Financing benefits. Most lenders in purchase-order financing and lines of credit charge interest from 12% to 24% APR. That's an entire 1.5% to 3% addition to cost of goods sold for just sitting on the water 45 days. Reducing cash outlay and interest has a benefit most don’t think about when considering a 45-day ship time. Not to mention the lender's security in knowing funds are being sent to a U.S. entity.
Contributes to U.S. jobs and helps reduce the trade deficit. Adding jobs to the U.S. economy is a good thing. “But who’s gonna do the work?” you might ask. Well, many of the seemingly positive unemployment statistics we see today are skewed by the gig economy, such as Uber, Doordash, etc., and don’t reflect the reality that many Americans are feeling.
Get ready for the robots. Building manufacturing infrastructure here in the U.S. is an existential hedge against becoming obsolete in the era of advanced humanoid robotics. We may still be a decade away, but when you can train a robot like an employee to do assembly line tasks, the countries with the infrastructure in place will have a leg up to compete at scale.
The notion that supply chains for consumer goods must be satisfied overseas is simply not true. And as illustrated above, there are plenty more benefits than just getting around tariffs that will have a lasting and long-term positive impact on the brands that decide to onshore their production to the USA.

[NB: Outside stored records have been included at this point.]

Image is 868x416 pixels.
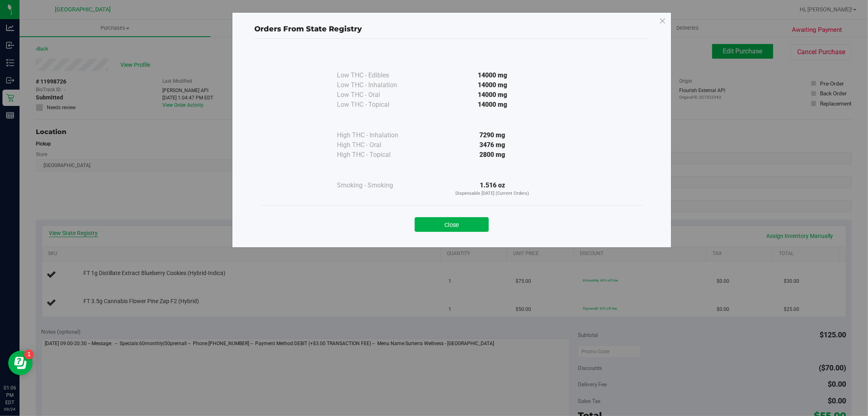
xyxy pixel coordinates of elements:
[419,180,566,197] div: 1.516 oz
[337,150,419,160] div: High THC - Topical
[24,350,33,359] iframe: Resource center unread badge
[8,351,33,375] iframe: Resource center
[415,217,489,232] button: Close
[419,190,566,197] p: Dispensable [DATE] (Current Orders)
[337,100,419,110] div: Low THC - Topical
[419,81,566,90] div: 14000 mg
[419,71,566,81] div: 14000 mg
[337,71,419,81] div: Low THC - Edibles
[419,130,566,140] div: 7290 mg
[337,140,419,150] div: High THC - Oral
[419,90,566,100] div: 14000 mg
[337,81,419,90] div: Low THC - Inhalation
[337,90,419,100] div: Low THC - Oral
[337,180,419,190] div: Smoking - Smoking
[255,24,362,33] span: Orders From State Registry
[419,100,566,110] div: 14000 mg
[419,150,566,160] div: 2800 mg
[419,140,566,150] div: 3476 mg
[337,130,419,140] div: High THC - Inhalation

Join the U.S. manufacturing revolution
America already needed a manufacturing renaissance—the tariffs have just kicked it off. The world is changing. The U.S.’s relationship with China has been tainted. AI is taking over roles. The trade deficit and the debt-to-GDP ratio are out of control. Americans need better jobs than dropping off Chipotle orders for Uber Eats. Mass-automation humanoid robots are coming, and the talent pool to compete globally in making high-quality consumer products at scale has dwindled in the U.S. The bet for U.S. manufacturing consumer goods is long term and beneficial.
Opening a U.S. factory—and launching my new startup Stuff MFG to operate it—is my Hail Mary. I may just be some guy who made a squid thingy, but not every brand owner is cut out for this kind of challenge. I don’t have a choice. With no certainty around what’s happening in supply chains, my household’s livelihood, my reputation, and my last dollars are on the line, so I am all in. I will save my brand and any others I possibly can from going under due to the tariffs.
The opinions expressed in Fortune.com commentary pieces are solely the views of their authors and do not necessarily reflect the opinions and beliefs of Fortune.